Many think that W. C. Heinz stands right alongside the legendary New York Times columnist Red Smith as the greatest sports writer of the 1940s and '50s. Paving the way for the New Journalism of Gay Talese, Tom Wolfe, and Jimmy Breslin, Heinz was the first sports writer to make his living exclusively by writing for magazines. Whether describing mobbed-up boxers, crippled jockeys, lame horses, aspiring ballplayers, or driven football coaches, Heinz's finely etched, indelible portraits recall a sports era less influenced by money, image, and self-indulgence. He collaborated with Vince Lombardi on the book Run to Daylight, cowrote the novel M*A*S*H with Dr. H. Richard Hornberger under the pseudonym Richard Hooker, and wrote what Hemingway considered to be the "only good novel about a fighter I've ever read," The Professional. In this collection of Heinz's finest writing, we meet the immortal Red Grange; the injury-riddled, "purest baseball player" of his era, Pistol Pete Reiser; the greatest pound-for-pound fighter of all time, Sugar Ray Robinson; and the Brownsville Bum, Bummy Davis, in a story that Jimmy Breslin calls the "best magazine sports story of all time." Here is a long-overdue homage to a vastly underappreciated writer.
If you like profiles of boxers from the 1930s-1950s, you will like this book. Otherwise, it has little appeal. I realize from the introduction that W.C. Heinz was an important figure in the evolution of sportswriting, and that's great. But the profiles are too long for my taste and all sound the same. And while Heinz himself says that he was a meticulously accurate note-taker, I find the sameness of the language a little suspicious. Either he is putting words into people's mouths, or he's picking words that fit his preconceived plan for the articles.

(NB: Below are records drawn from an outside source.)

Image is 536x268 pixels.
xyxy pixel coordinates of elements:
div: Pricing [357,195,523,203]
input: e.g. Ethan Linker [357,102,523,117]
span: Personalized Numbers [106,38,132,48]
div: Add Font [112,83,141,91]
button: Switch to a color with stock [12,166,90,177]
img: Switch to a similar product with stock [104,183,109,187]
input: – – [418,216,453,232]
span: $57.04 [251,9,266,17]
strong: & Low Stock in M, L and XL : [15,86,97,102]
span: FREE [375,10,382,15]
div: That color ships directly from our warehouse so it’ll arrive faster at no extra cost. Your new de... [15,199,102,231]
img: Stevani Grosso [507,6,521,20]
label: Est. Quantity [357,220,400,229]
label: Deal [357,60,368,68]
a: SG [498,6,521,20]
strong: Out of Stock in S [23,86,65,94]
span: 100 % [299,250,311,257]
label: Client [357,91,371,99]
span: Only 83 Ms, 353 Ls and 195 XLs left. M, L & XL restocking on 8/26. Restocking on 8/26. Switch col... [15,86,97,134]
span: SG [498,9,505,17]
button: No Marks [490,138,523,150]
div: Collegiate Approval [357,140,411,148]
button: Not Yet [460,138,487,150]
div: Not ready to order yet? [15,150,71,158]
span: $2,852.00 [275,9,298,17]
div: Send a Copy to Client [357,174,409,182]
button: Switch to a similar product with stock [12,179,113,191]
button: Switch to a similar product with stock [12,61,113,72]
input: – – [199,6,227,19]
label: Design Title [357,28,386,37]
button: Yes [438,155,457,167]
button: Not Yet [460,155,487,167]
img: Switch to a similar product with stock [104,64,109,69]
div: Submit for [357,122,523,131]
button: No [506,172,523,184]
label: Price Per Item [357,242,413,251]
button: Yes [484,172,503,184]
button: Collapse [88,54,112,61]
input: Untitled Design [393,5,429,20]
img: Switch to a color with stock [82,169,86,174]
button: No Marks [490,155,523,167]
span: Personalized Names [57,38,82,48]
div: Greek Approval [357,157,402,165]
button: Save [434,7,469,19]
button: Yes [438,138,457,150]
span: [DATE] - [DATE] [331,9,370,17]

Another weirdness about the book is that the cover shows Jackie Robinson. But there is no profile of Robinson, nor any mention of him at all, as far as I remember. There isn't even an article about the famed Dodgers teams on which he was a star. The only substantial baseball piece is about Stan Musial, and it's not much. It's just about him getting dressed in the locker room before his final game and then getting two singles in that game.
The best part of the book is that it tells stories about boxers who led incredible lives, if the anecdotes are to believed. Not only were their fights vicious --- and they fought way more than fighters do these days, like 250 or 300 fights in their careers --- but they had big lives outside the ring. Given the timing of Heinz's career and his own service as a war correspondent who followed the D-Day invasion, he was drawn to boxers who also were in WWII or Korea. Those parts are very interesting and fill one with awe for their bravery and patriotism. (Contrast that with sports, business and political leaders today, especially Republicans.)
Heinz is drawn to down-and-out characters or the down-and-out aspects of those who reached the pinnacle of boxing. He's quite a disaster voyeur, in my opinion. I commend him for the endless hours he spent in the company of boxers, trainers, promoters, and so on. I'd be bored out of my mind hearing the same old stories, the whoppers and exaggerations, the cliches. Heinz spun that stuff into gold on some occasions, and congratulations are due.
If nonfiction is what it says it is, then good nonfiction should appeal to me even if the subject doesn't. What better test for me than sports writing. So far, it holds up. Heinz had me at the first paragraph: "It's a funny thing about people. People will hate a guy all his life for what he is, but the minute he dies for it they make him out a hero and they go around saying that maybe he wasn't such a bad guy after all because he sure was willing to go the distance for whatever he believed or whatever he was." We'll see if I can make it through an entitre sports-writing anthology, kids.
Update: Well, it's going slowly, but I'm still enjoying it. The author died on Thursday, and reading up on him in the NYT gave me a renewed enthusiasm. He wrote MASH!
Final update: this gets a 4 and not a 5 only because of my own limitations with the subject matter. The essay "The Ghost of the Gridiron" is one of the most incredible personality profiles I have ever read, ever. Read it, fools!!!
For admirers of great sports writing in the style of Frank deford, W.C. Heinz was doing it back in the late 40's through 60's. Also recommended for just plain great writing.